Premium
PORPHYRA SUBORBICULATA, PORPHYRA CAROLINENSIS AND PORPHYRA LILLIPUTIANA ‐ THREE NAMES FOR ONE SMALL PORPHYRA
Author(s) -
Broom J.E.,
Nelson W.A.,
Jones W.A.,
Yarish C.,
Aguilar Rosas R.,
Aguilar Rosas L.E.
Publication year - 2000
Publication title -
journal of phycology
Language(s) - English
Resource type - Journals
SCImago Journal Rank - 0.85
H-Index - 127
eISSN - 1529-8817
pISSN - 0022-3646
DOI - 10.1046/j.1529-8817.1999.00001-21.x
Subject(s) - porphyra , biology , taxon , genus , cosmopolitan distribution , correct name , ecology , zoology , evolutionary biology , algae , botany
The genus Porphyra is ancient, successful, and morphologically simple. Its members provide a particular challenge to systematists who must decide whether shared features are a result of homoplasy, or reflect recent common ancestry.
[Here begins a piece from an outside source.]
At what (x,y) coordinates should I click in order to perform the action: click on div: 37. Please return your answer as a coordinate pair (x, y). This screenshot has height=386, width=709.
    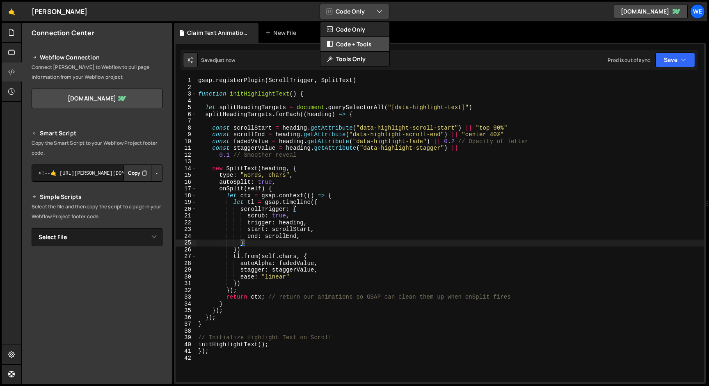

Three species of diminutive Porphyra with widespread geographic origins share many common morphological features: P suborbiculata Kjellm. has been reported from the west Pacific and Indian Oceans, P. carolinensis Coll et J. Cox from the west Atlantic, and P lilliputiana W. A. Nelson, G. A.Knight et M. W. Hawkes from New Zealand. Comparison of 18S rDNA sequence data from small Porphyra thalli from Mexico, Japan, New Zealand, Australia and Connecticut indicate that these three taxa in fact belong to one cosmopolitan species, which is distributed over three oceans and two hemispheres. Analysis of sequence data from introns present in the 18S rDNA and from the ITS region suggest that this distribution may be linked to human activity, and raises the question of to which geographic locality this entity is truly endemic?